We sat there, hands still touching, and the silence felt like a conversation all its own.

“Tom?”

“Yeah?”

“Whatever happens. After, I mean. Whatever the world looks like when this is over.” I took a breath. “I want you to know that this, right now, sitting here with you, this is the closest I've ever felt to happy. Real happy, not just absence of misery.”

He was quiet for so long I thought I'd said too much. Then his fingers tightened around mine, deliberate and warm.

“Same,” he said. “For what it's worth. Same.”

But he did not finish the thought. Just shook his head slightly and took the bottle back, and the moment passed like a cloud across the moon.

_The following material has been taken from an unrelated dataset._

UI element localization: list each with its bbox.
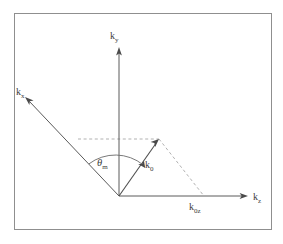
figure-frame: [15, 14, 272, 230]
vector-diagram: ky kx kz k0 k0z θm: [0, 0, 283, 244]
figure-container: ky kx kz k0 k0z θm: [0, 0, 283, 244]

We stayed until the beer was gone and the cold had become genuinely uncomfortable. My fingers were numb, my nose running, my toes aching inside boots that were never quite warm enough. But I did not want to leave.

“We should head back,” Tom said finally, though he did not move.

“Probably.”

“Before we freeze to death out here.”

“That would be inconvenient.”

He laughed, a soft huff of breath in the darkness. “Inconvenient. That's one word for it.”

“I have others, but they're less polite.”

“Go on then. Let's hear them.”

“Catastrophic. Untimely. Deeply annoying.” I pretended to think. “Inconsiderate, given the amount of effort I've put into not dying so far.”

“Inconsiderate.” He was grinning now. “Freezing to death would be inconsiderate.”

“Extremely. Think of the paperwork.”

“Always practical, you.”

“Someone has to be.” I stood, stamping feeling back into my feet. “Come on. If I lose any toes to frostbite, I'm blaming you entirely.”

“Why me?”

“Because you suggested we stay outside in December with one bottle of beer and no blankets. This was clearly your fault from the beginning.”

“You agreed to come.”

“Under duress.”

“What duress? I asked and you said yes immediately.”

“Emotional duress. You looked at me with those eyes.”

“What's wrong with my eyes?”

“Nothing. That's the problem.” The words slipped out before I could stop them, and I felt heat flood my face despite the cold.

Tom was quiet for a moment. Then: “Art.”